What did she feel for him? Desire. A need to protect. A devotion that—
Nei. That could not be.
He said, “It might be any number of men fighting on the shore that day who killed your brother. I will tak’ the punishment for any o’ them.”
“Nei.” She strove mightily to master her protest. “My man says it was an older warrior.” She narrowed her eyes. “Your faeir?”
The briefest narrowing of his eyes betrayed his reaction. Ah, so it was.
“Does it matter?” he asked. “Ye wish for vengeance.” If he could have spread his hands, he would. “Here ye have it.”
“I want the man who did the deed.”
“Ye canna have him.”
“Then we will destroy your settlement.”
He continued to gaze at her steadily. “Wi’ one boatload o’ warriors?”
She tossed her head, contemplated attempting to continue the delusion, and gave it up. “I can send back home and bring the number I promised.” Another lie.
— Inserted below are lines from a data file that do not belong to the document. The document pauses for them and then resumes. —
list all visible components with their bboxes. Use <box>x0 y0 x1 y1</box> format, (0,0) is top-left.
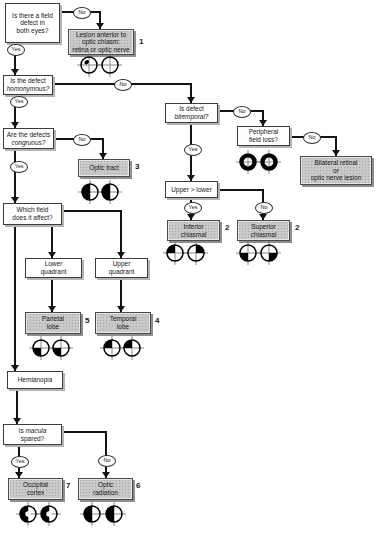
question-text: quadrant <box>41 268 67 276</box>
question-congruous: Are the defects congruous? <box>3 128 54 149</box>
no-label: No <box>233 106 251 118</box>
diagnosis-number: 1 <box>139 37 143 46</box>
diagnosis-number: 4 <box>155 316 159 325</box>
connector <box>62 210 122 212</box>
question-text: Which field <box>17 206 49 214</box>
visual-field-icon-normal <box>97 52 123 78</box>
diagnosis-number: 2 <box>225 223 229 232</box>
diagnosis-text: lobe <box>117 323 129 331</box>
no-label: No <box>255 202 273 214</box>
question-lower-quadrant: Lower quadrant <box>25 258 82 278</box>
no-label: No <box>73 7 91 19</box>
diagnosis-text: lobe <box>47 323 59 331</box>
question-text: Upper > lower <box>171 186 212 194</box>
visual-field-icon-lower-left-quadrant <box>48 335 74 361</box>
diagnosis-temporal-lobe: Temporal lobe <box>95 312 151 334</box>
diagnosis-number: 3 <box>135 162 139 171</box>
connector <box>120 210 122 258</box>
question-text: Upper <box>113 260 131 268</box>
diagnosis-optic-tract: Optic tract <box>78 159 130 177</box>
no-label: No <box>114 79 132 91</box>
question-text: spared? <box>21 435 45 443</box>
yes-label: Yes <box>11 456 29 468</box>
question-text: field loss? <box>249 136 278 144</box>
question-bitemporal: Is defect bitemporal? <box>165 103 218 123</box>
no-label: No <box>303 132 321 144</box>
yes-label: Yes <box>7 44 25 56</box>
diagnosis-text: optic nerve lesion <box>311 174 362 182</box>
node-text: Hemianopia <box>18 376 53 384</box>
diagnosis-text: Occipital <box>23 481 48 489</box>
diagnosis-number: 5 <box>85 316 89 325</box>
diagnosis-bilateral-retinal: Bilateral retinal or optic nerve lesion <box>300 156 372 185</box>
yes-label: Yes <box>184 202 202 214</box>
question-which-field: Which field does it affect? <box>3 203 62 225</box>
question-text: Is defect <box>179 105 204 113</box>
diagnosis-text: or <box>333 167 339 175</box>
question-text: both eyes? <box>17 27 49 35</box>
diagnosis-text: Temporal <box>110 315 137 323</box>
question-text: defect in <box>20 19 45 27</box>
question-text: homonymous? <box>7 85 50 93</box>
question-text: Is macula <box>19 427 47 435</box>
diagnosis-optic-radiation: Optic radiation <box>78 478 133 500</box>
diagnosis-occipital-cortex: Occipital cortex <box>8 478 63 500</box>
question-macula-spared: Is macula spared? <box>3 424 62 445</box>
question-text: quadrant <box>109 268 135 276</box>
visual-field-icon-upper-left-quadrant <box>119 335 145 361</box>
diagnosis-text: radiation <box>93 489 118 497</box>
node-hemianopia: Hemianopia <box>7 371 63 389</box>
question-text: Are the defects <box>7 131 51 139</box>
visual-field-icon-left-hemianopia <box>97 179 123 205</box>
diagnosis-text: chiasmal <box>251 231 277 239</box>
question-text: congruous? <box>12 139 46 147</box>
connector <box>14 225 16 371</box>
question-text: bitemporal? <box>175 113 209 121</box>
no-label: No <box>73 134 91 146</box>
diagnosis-inferior-chiasmal: Inferior chiasmal <box>167 220 220 241</box>
connector <box>14 149 16 203</box>
diagnosis-number: 7 <box>66 481 70 490</box>
yes-label: Yes <box>10 161 28 173</box>
diagnosis-number: 2 <box>295 223 299 232</box>
diagnosis-text: Parietal <box>42 315 64 323</box>
visual-field-icon-left-hemianopia <box>101 501 127 527</box>
diagnosis-text: Optic tract <box>89 164 119 172</box>
question-text: Peripheral <box>249 128 279 136</box>
question-upper-quadrant: Upper quadrant <box>95 258 148 278</box>
visual-field-icon-peripheral-constriction <box>256 149 282 175</box>
diagnosis-text: optic chiasm: <box>82 38 120 46</box>
diagnosis-text: cortex <box>27 489 45 497</box>
visual-field-icon-lower-right-quadrant <box>256 240 282 266</box>
diagnosis-text: Optic <box>98 481 113 489</box>
diagnosis-text: chiasmal <box>181 231 207 239</box>
visual-field-icon-macular-sparing <box>36 501 62 527</box>
flowchart-canvas: Is there a field defect in both eyes? Is… <box>0 0 376 533</box>
question-text: Is there a field <box>12 12 53 20</box>
yes-label: Yes <box>184 144 202 156</box>
diagnosis-text: Bilateral retinal <box>315 159 358 167</box>
diagnosis-text: Superior <box>251 223 276 231</box>
question-text: does it affect? <box>12 214 52 222</box>
question-upper-greater-lower: Upper > lower <box>165 181 218 198</box>
visual-field-icon-upper-right-quadrant <box>183 240 209 266</box>
diagnosis-text: Lesion anterior to <box>76 31 126 39</box>
question-both-eyes: Is there a field defect in both eyes? <box>5 3 60 43</box>
diagnosis-parietal-lobe: Parietal lobe <box>25 312 81 334</box>
question-homonymous: Is the defect homonymous? <box>3 75 53 95</box>
question-peripheral-loss: Peripheral field loss? <box>237 126 290 146</box>
diagnosis-number: 6 <box>136 481 140 490</box>
diagnosis-superior-chiasmal: Superior chiasmal <box>237 220 290 241</box>
question-text: Is the defect <box>10 77 45 85</box>
diagnosis-text: Inferior <box>183 223 203 231</box>
connector <box>62 431 107 433</box>
connector <box>218 189 264 191</box>
no-label: No <box>98 455 116 467</box>
question-text: Lower <box>45 260 63 268</box>
yes-label: Yes <box>10 96 28 108</box>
Faeir had indulged her in this. He would not be pleased with how it had gone.
And she asked herself, not for the first time, did Faeir not also want vengeance for the death of his son? Jute, of whom he had been so proud. Over whose headless corpse he had wept. Faeir, whom she’d never before seen cry.
He had seemed to recover from the loss far more swiftly than she. Jute could not be replaced. Her own heart would not so swiftly leave go of him.
And yet…she did not want this man to die.
She said, “Someone in yon settlement will want ye back. They will bargain to get ye.”
“If that was so, would they have let me come awa’ wi’ ye? Nay, mistress. Ye will ha’ to vent yer spleen on me, or no one.”
Determined he was, to sacrifice himself. Even among a race of men noted for their reckless courage, Hulda could only respect that.
She turned to Lars and Garik, whom she trusted. “Guard the prisoner. Trym and Bjorn, the three of us are going back—to bargain.”